In your copy, each line below is repeated exactly and no image appears.

[Measurement transcription data]
★ ★ ★ ★ ★ ★ ★

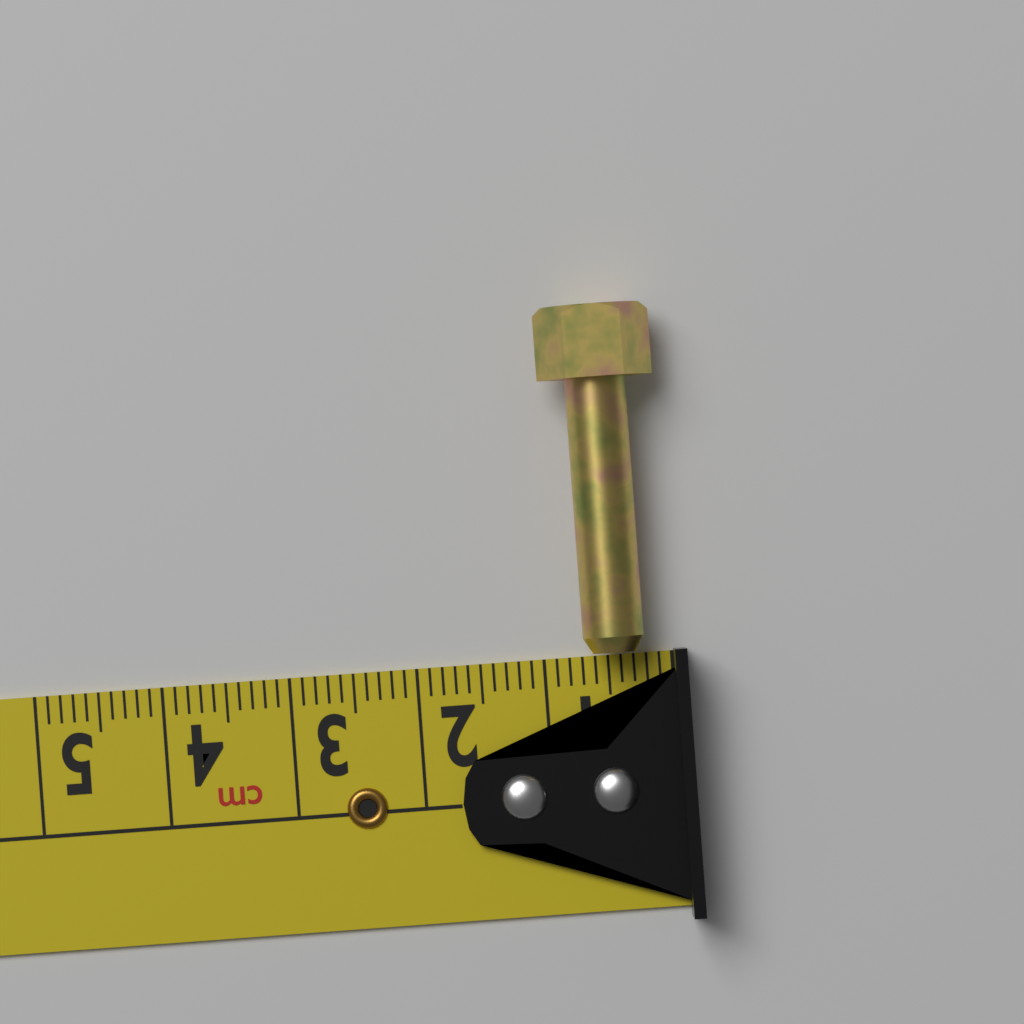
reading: 0.9 cm
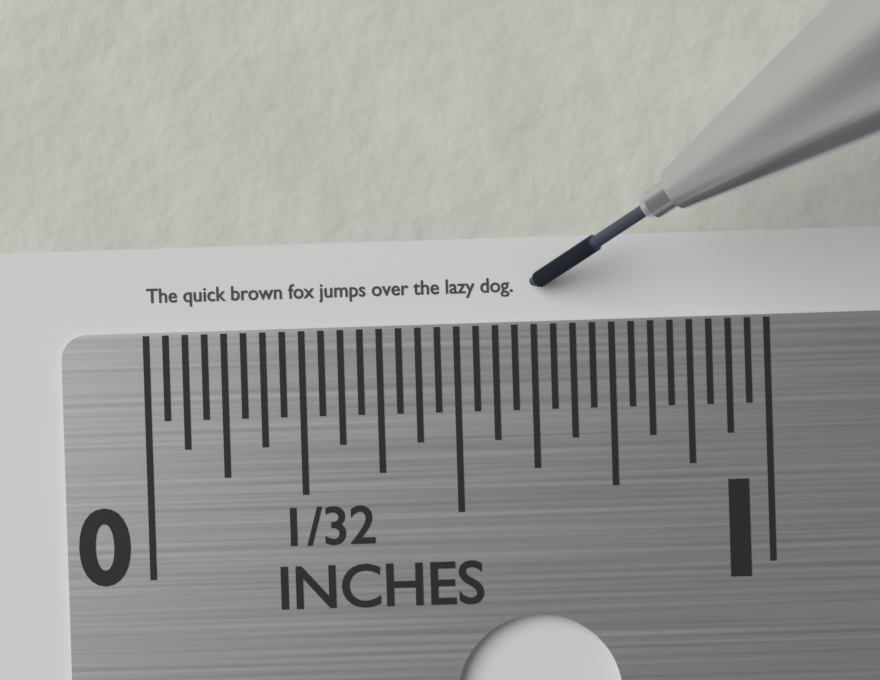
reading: 0.59375 in
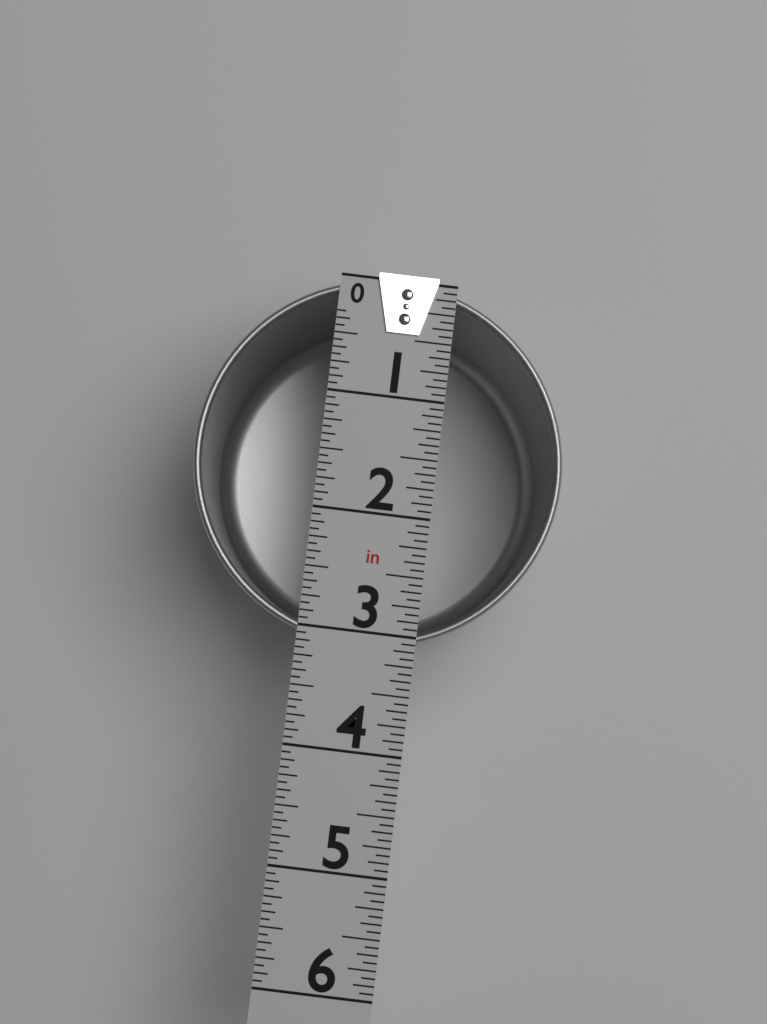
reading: 3.1250 in
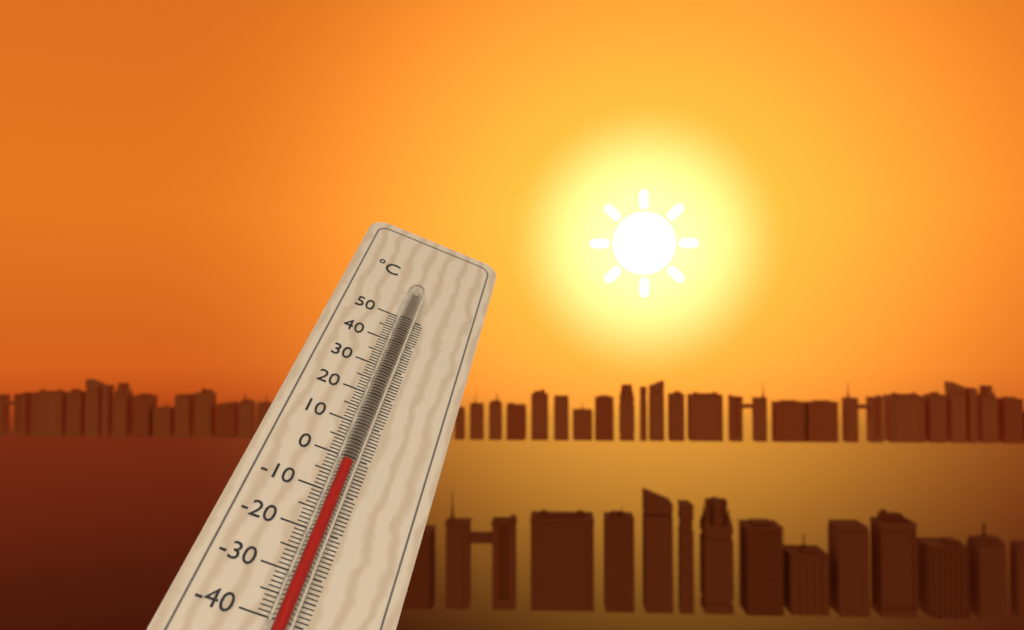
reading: -4 °C
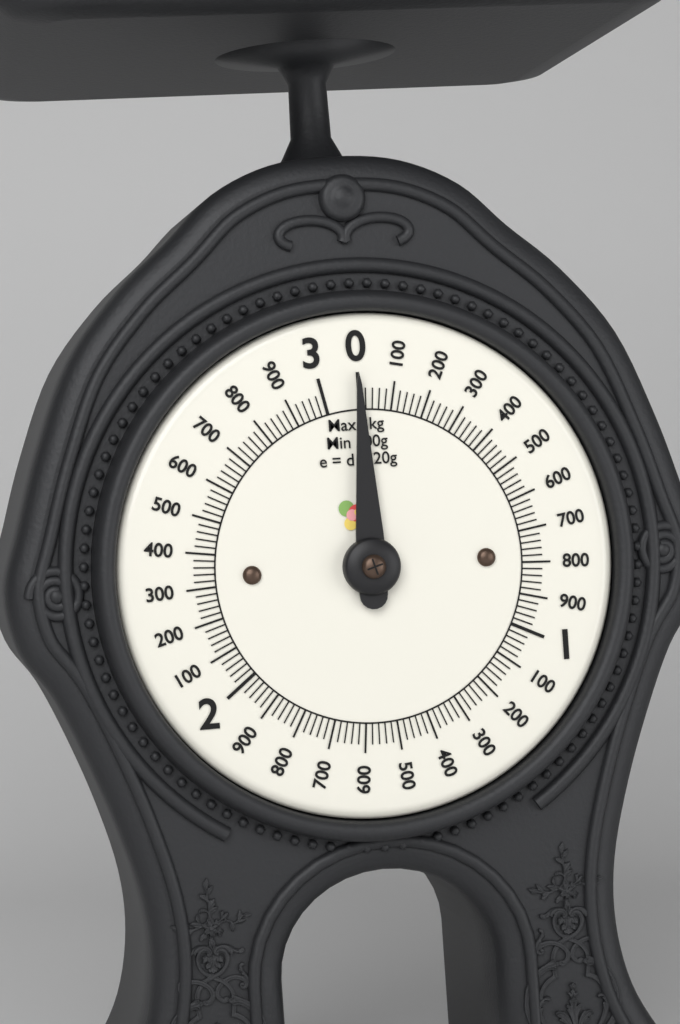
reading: 0.00 kg
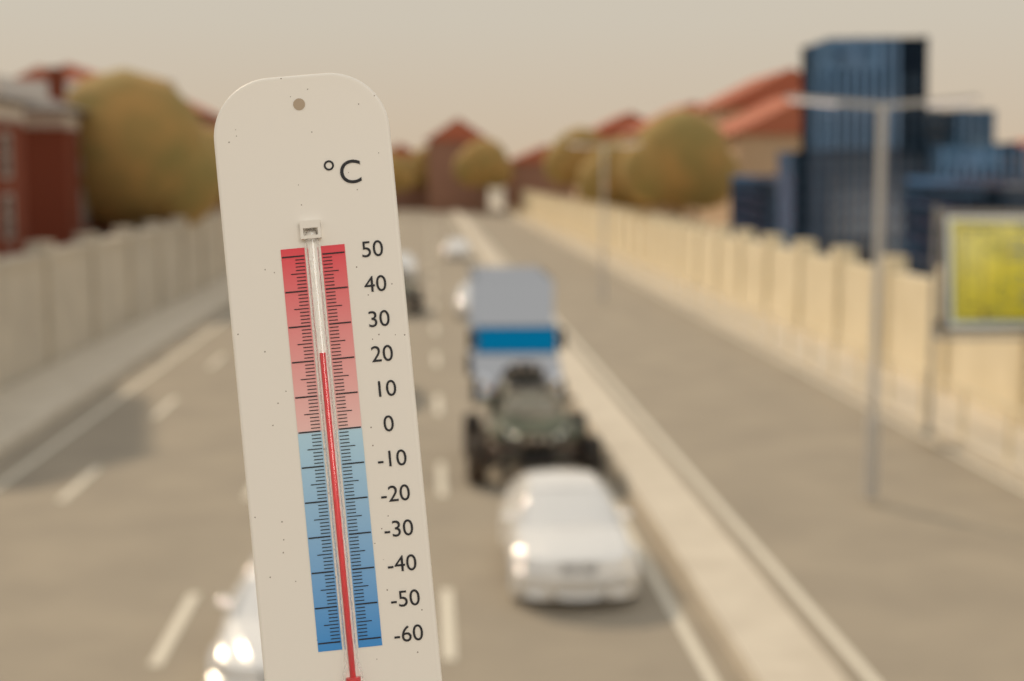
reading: 22 °C
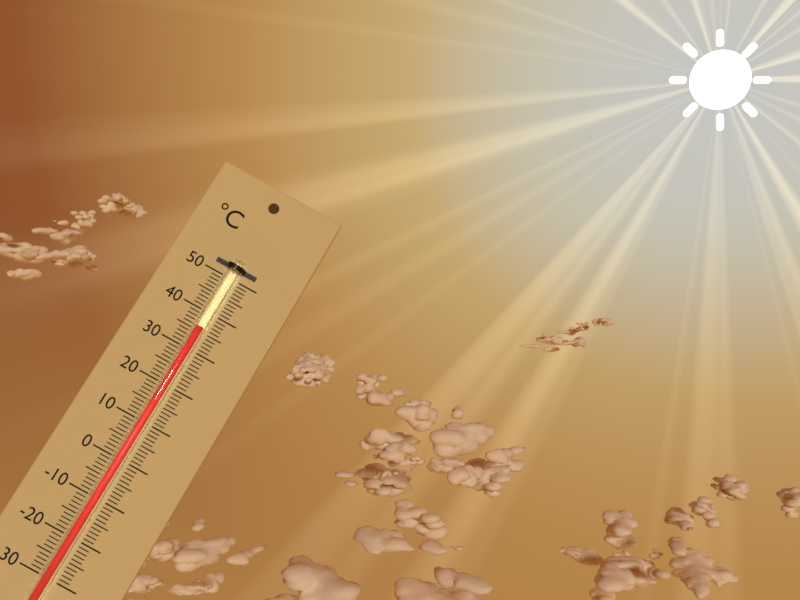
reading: 36 °C
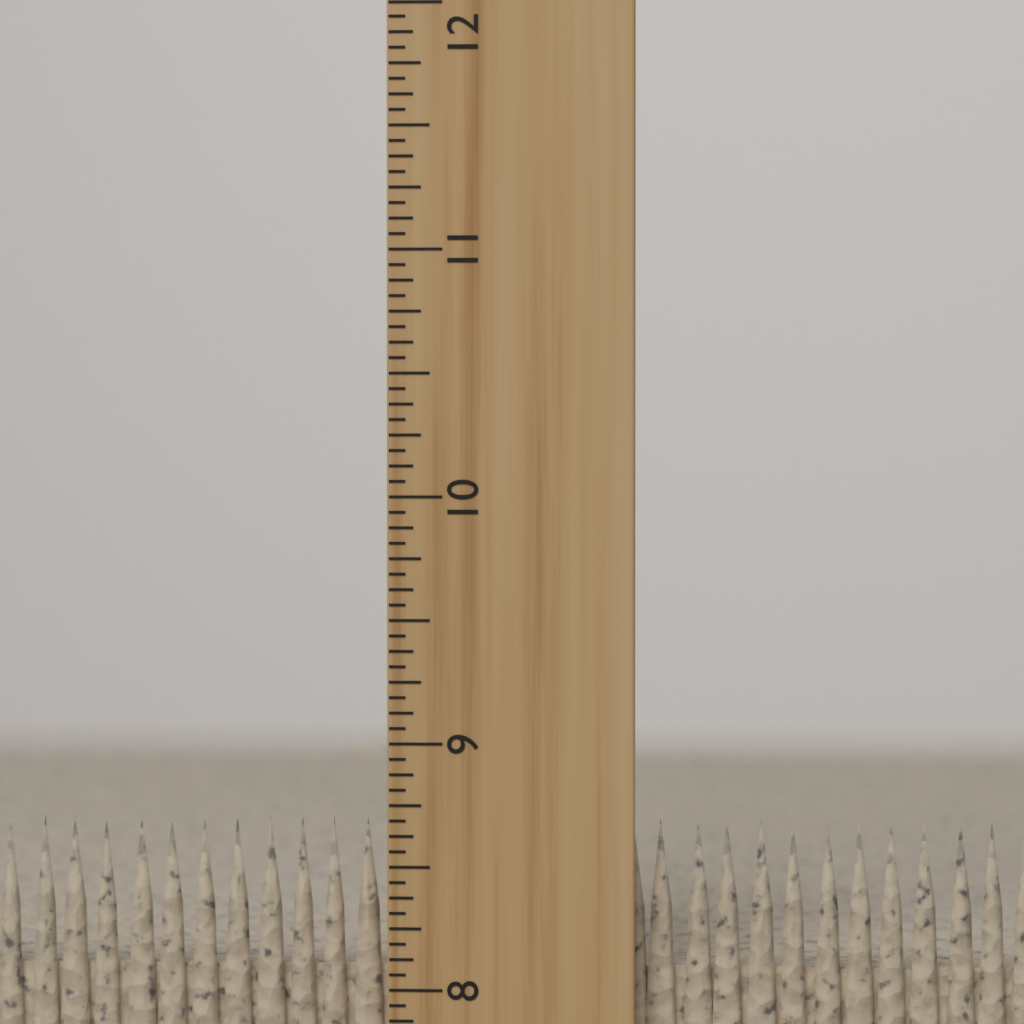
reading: 8.6875 inch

★ ★ ★ ★ ★ ★ ★

TASK ANSWER:
reading: 0.9 cm
reading: 0.59375 in
reading: 3.1250 in
reading: -4 °C
reading: 0.00 kg
reading: 22 °C
reading: 36 °C
reading: 8.6875 inch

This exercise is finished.